St. Olafs award recipients, all classics majors, won a total of four prizes in this years competition. Thomas Halvorsen 10 placed second in the Latin Prose Composition Contest, which required him to translate a short passage about Internet piracy from English into Latin. Elizabeth Beerman 07, who placed in a previous competition, won first prize in the Advanced Latin Translation Contest. Jennifer Starkey 07, also a previous winner, placed second in the Advanced Greek Translation Contest and third in the Advanced Latin Translation Contest.
Each participant in the competition completed the written exams in February and sent their entries to a national distribution center, which sent entries to by judged anonymously by professors at universities around the country.
According to Professor of Classics Anne Groton, the Watkins Contests give students the opportunity to apply their skills outside of the classroom. Its nice because our students get a chance to see how they do against students in other parts of the country, she said, adding, Its a credit to our students that they want to put what theyre studying into practice.
Halvorsen, Beerman and Starkey are members of a long line of successful St. Olaf competitors in the Watkins Contests. St. Olaf has boasted at least one winner every year since 1980, giving it the best contest record in the country. This year, St. Olaf was the only school to win more than three prizes.
About 50 students take part in Delta Chi, St. Olafs chapter of Eta Sigma Phi. Groton said that while majors go on to work in many fields, the skills they gain studying classics last a lifetime. It does tend to make you more of a reflective person, with a carpe diem philosophy, she said.
Starkey called classics the quintessential liberal arts major, since it incorporates the study of literature, philosophy, science and architecture, among other areas. Beerman, who will attend law school at the University of Michigan next fall, said that the study of classics, like law, involves the same principle of taking in a lot of stuff and trying to figure out how to deal with it.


> _Task item_
A faithful, word-for-word copy of the data below is required, without pictures.

> _Data shown_
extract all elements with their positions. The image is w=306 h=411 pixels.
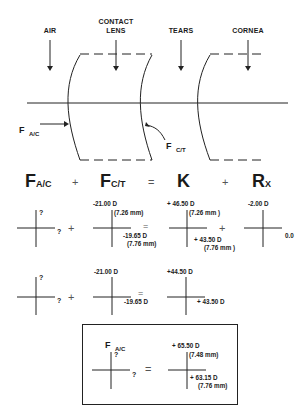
equation-plus-1: + <box>72 176 78 188</box>
f-subscript: C/T <box>176 147 186 153</box>
equation-equals: = <box>148 176 154 188</box>
result-horizontal-radius: (7.76 mm) <box>198 382 227 389</box>
f-symbol: F <box>105 340 111 350</box>
row2-fac-horizontal: ? <box>57 297 61 304</box>
result-equals: = <box>145 363 151 375</box>
row1-fac-horizontal: ? <box>57 228 61 235</box>
cornea-label: CORNEA <box>228 27 268 35</box>
term-symbol: F <box>100 171 111 191</box>
row1-plus-2: + <box>219 222 225 234</box>
term-subscript: X <box>265 179 271 189</box>
row2-sum-vertical: +44.50 D <box>167 268 193 275</box>
result-vertical-radius: (7.48 mm) <box>189 351 218 358</box>
equation-term-fct: FC/T <box>100 172 126 193</box>
row1-rx-horizontal: 0.0 <box>285 232 294 239</box>
row1-k-vertical-radius: (7.26 mm ) <box>189 209 220 216</box>
row1-k-horizontal: + 43.50 D <box>194 236 221 243</box>
equation-term-k: K <box>177 172 190 190</box>
result-box-title: F A/C <box>105 334 125 352</box>
row2-sum-horizontal: + 43.50 D <box>197 298 224 305</box>
surface-label-contact-tears: F C/T <box>166 135 186 153</box>
row2-fct-horizontal: -19.65 D <box>124 298 148 305</box>
row1-k-horizontal-radius: (7.76 mm ) <box>204 244 235 251</box>
row1-fct-horizontal-radius: (7.76 mm) <box>127 240 156 247</box>
row1-plus: + <box>68 222 74 234</box>
term-symbol: R <box>252 171 265 191</box>
f-symbol: F <box>19 125 25 135</box>
row1-rx-vertical: -2.00 D <box>248 200 269 207</box>
term-subscript: A/C <box>36 179 52 189</box>
equation-plus-2: + <box>222 176 228 188</box>
row1-fct-vertical-radius: (7.26 mm) <box>114 209 143 216</box>
equation-term-fac: FA/C <box>25 172 52 193</box>
surface-label-air-contact: F A/C <box>19 119 39 137</box>
tears-label: TEARS <box>166 27 196 35</box>
row1-fct-horizontal: -19.65 D <box>123 232 147 239</box>
result-fac-horizontal: ? <box>132 371 136 378</box>
f-subscript: A/C <box>29 131 39 137</box>
term-symbol: F <box>25 171 36 191</box>
f-symbol: F <box>166 141 172 151</box>
row1-fac-vertical: ? <box>39 209 43 216</box>
result-horizontal: + 63.15 D <box>190 374 217 381</box>
contact-lens-label-line2: LENS <box>92 27 140 35</box>
row1-equals: = <box>143 221 148 231</box>
air-label: AIR <box>38 27 62 35</box>
result-vertical: + 65.50 D <box>172 342 199 349</box>
row2-fac-vertical: ? <box>39 274 43 281</box>
result-fac-vertical: ? <box>114 351 118 358</box>
row2-equals: = <box>138 288 143 298</box>
row1-k-vertical: + 46.50 D <box>167 200 194 207</box>
row2-fct-vertical: -21.00 D <box>94 268 118 275</box>
term-subscript: C/T <box>111 179 126 189</box>
row2-plus: + <box>68 291 74 303</box>
row1-fct-vertical: -21.00 D <box>93 200 117 207</box>
contact-lens-label-line1: CONTACT <box>92 18 140 26</box>
equation-term-rx: RX <box>252 172 271 193</box>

> _The answer_
extract all elements with their positions. The image is w=306 h=411 pixels.
equation-plus-1: + <box>72 176 78 188</box>
f-subscript: C/T <box>176 147 186 153</box>
equation-equals: = <box>148 176 154 188</box>
result-horizontal-radius: (7.76 mm) <box>198 382 227 389</box>
f-symbol: F <box>105 340 111 350</box>
row2-fac-horizontal: ? <box>57 297 61 304</box>
result-equals: = <box>145 363 151 375</box>
row1-fac-horizontal: ? <box>57 228 61 235</box>
cornea-label: CORNEA <box>228 27 268 35</box>
term-symbol: F <box>100 171 111 191</box>
row1-plus-2: + <box>219 222 225 234</box>
term-subscript: X <box>265 179 271 189</box>
row2-sum-vertical: +44.50 D <box>167 268 193 275</box>
result-vertical-radius: (7.48 mm) <box>189 351 218 358</box>
equation-term-fct: FC/T <box>100 172 126 193</box>
row1-rx-horizontal: 0.0 <box>285 232 294 239</box>
row1-k-vertical-radius: (7.26 mm ) <box>189 209 220 216</box>
row1-k-horizontal: + 43.50 D <box>194 236 221 243</box>
equation-term-k: K <box>177 172 190 190</box>
result-box-title: F A/C <box>105 334 125 352</box>
row2-sum-horizontal: + 43.50 D <box>197 298 224 305</box>
surface-label-contact-tears: F C/T <box>166 135 186 153</box>
row2-fct-horizontal: -19.65 D <box>124 298 148 305</box>
row1-k-horizontal-radius: (7.76 mm ) <box>204 244 235 251</box>
row1-fct-horizontal-radius: (7.76 mm) <box>127 240 156 247</box>
row1-plus: + <box>68 222 74 234</box>
term-symbol: R <box>252 171 265 191</box>
f-symbol: F <box>19 125 25 135</box>
row1-rx-vertical: -2.00 D <box>248 200 269 207</box>
term-subscript: A/C <box>36 179 52 189</box>
equation-plus-2: + <box>222 176 228 188</box>
row1-fct-vertical-radius: (7.26 mm) <box>114 209 143 216</box>
equation-term-fac: FA/C <box>25 172 52 193</box>
surface-label-air-contact: F A/C <box>19 119 39 137</box>
tears-label: TEARS <box>166 27 196 35</box>
row1-fct-horizontal: -19.65 D <box>123 232 147 239</box>
result-fac-horizontal: ? <box>132 371 136 378</box>
f-subscript: A/C <box>29 131 39 137</box>
term-symbol: F <box>25 171 36 191</box>
f-symbol: F <box>166 141 172 151</box>
row1-fac-vertical: ? <box>39 209 43 216</box>
result-horizontal: + 63.15 D <box>190 374 217 381</box>
contact-lens-label-line2: LENS <box>92 27 140 35</box>
row1-equals: = <box>143 221 148 231</box>
air-label: AIR <box>38 27 62 35</box>
result-vertical: + 65.50 D <box>172 342 199 349</box>
row2-fac-vertical: ? <box>39 274 43 281</box>
result-fac-vertical: ? <box>114 351 118 358</box>
row2-equals: = <box>138 288 143 298</box>
row1-k-vertical: + 46.50 D <box>167 200 194 207</box>
row2-fct-vertical: -21.00 D <box>94 268 118 275</box>
term-subscript: C/T <box>111 179 126 189</box>
row2-plus: + <box>68 291 74 303</box>
row1-fct-vertical: -21.00 D <box>93 200 117 207</box>
contact-lens-label-line1: CONTACT <box>92 18 140 26</box>
equation-term-rx: RX <box>252 172 271 193</box>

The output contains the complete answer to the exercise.